Restricting submissions to our special issue to research that used GLES data may have limited the diversity of participating scholars. Because researchers already familiar with GLES data had to invest less effort in familiarizing themselves with the data, they may have been more likely to submit their ideas.Footnote 10 We tried to overcome this risk of possible in-group bias by circulating the call for papers for the GLES Open Science Challenge through various channels and by encouraging researchers from different subdisciplines of political science and across different countries to participate. Nonetheless, it is important to take a look at some background information on the participating authors.

Table 1 provides key characteristics of participating authors at the different stages of the challenge—namely, their gender, academic status, (former) membership on the GLES team, and (former) affiliation with the University of Mannheim.Footnote 11 Although we aimed to encourage the participation of a broad and diverse range of researchers, we have to acknowledge that many of the participating authors had some proximity to the GLES through their current or former affiliations. Further, we observe a low (and over submission stages decreasing) share of professors and female researchers. While it is difficult to say whether and to what extent this observation indicates a problem, similar future projects should invest efforts in attracting researchers without prior links to the institution running the project, researchers of different career levels, and researchers from a broad diversity of backgrounds.

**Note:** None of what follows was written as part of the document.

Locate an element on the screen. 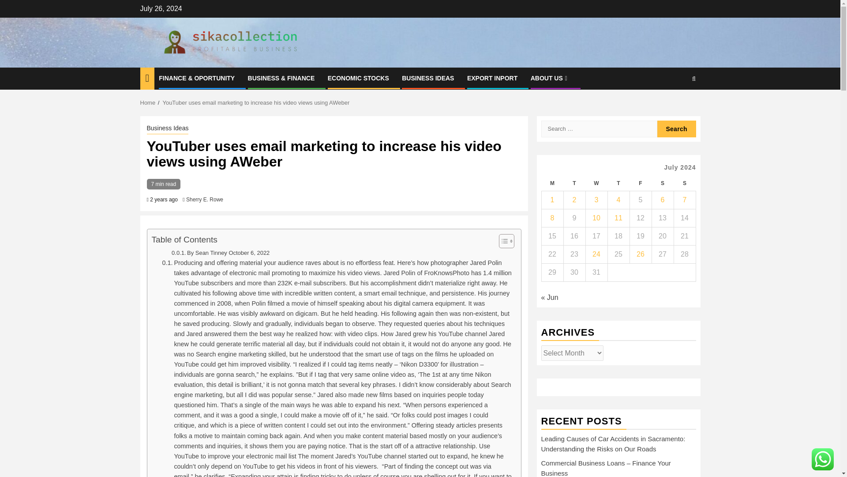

Table 1 Key characteristics of the participating authors in the GLES Open Science Challenge 2021

6 The GLES Open Science Challenge 2021: Contributions

With the empirical analyses based on the two GLES data sets described in the previous sections, this special issue brings together a diverse set of studies on relevant questions during political change and crises in the context of the 2021 German federal election. Election years not only allow for analyzing electoral behavior, short-term developments, and campaign dynamics, but they also present an opportunity to monitor (the polarization of) opinions across issues, populist sentiments, and behavioral implications of attitudes and beliefs. This diversity of analytical approaches is also reflected in the contributions in this special issue, which address various aspects of political attitudes and behavior in the 2021 German federal election.

The first three articles address topics related to electoral behavior in the context of the 2021 German federal election. Robert Welz investigated the impact of issue distance, intracoalition heterogeneity, and salience on voters’ coalition preferences (Welz 2022). Fabienne Unkelbach, Melvin John, and Vera Vogel focused on the role of voters’ social class in poll effects in the 2021 German federal election (Unkelbach et al. 2022). And Christian Schnaudt assessed the behavioral implications of electoral-integrity beliefs in Germany (Schnaudt 2022).

The remaining four articles deal with political attitudes more broadly. The first two studies are aimed at describing and analyzing populist attitudes. While Nils Steiner, Christian Schimpf, and Alexander Wuttke assessed the multiple roots of populism in feelings of lacking societal recognition (Steiner et al. 2022), Robert Huber, Michael Jankowski, and Carsten Wegscheider investigated the impact of policy discontent and representation on populist attitudes (Huber et al. 2022). The final two studies explain attitudes toward two different issues in depth: Jan Menzner and Richard Traunmüller assessed why citizens think they cannot speak freely (Menzner and Traunmüller 2022), and Denis Cohen investigated the context effects of rent control preferences (Cohen 2022).

The GLES Open Science Challenge 2021 represents the first collection of registered reports published in the German Political Science Quarterly (PVS). With this special issue, PVS joins the growing number of scientific journals across different disciplines that publish articles in the registered report format, which reached 278 in June 2021 (Montoya et al. 2021). The articles in this special issue are testament to the fact that the application of registered reports in quantitative political science is feasible and desirable and that it results in relevant contributions to our discipline.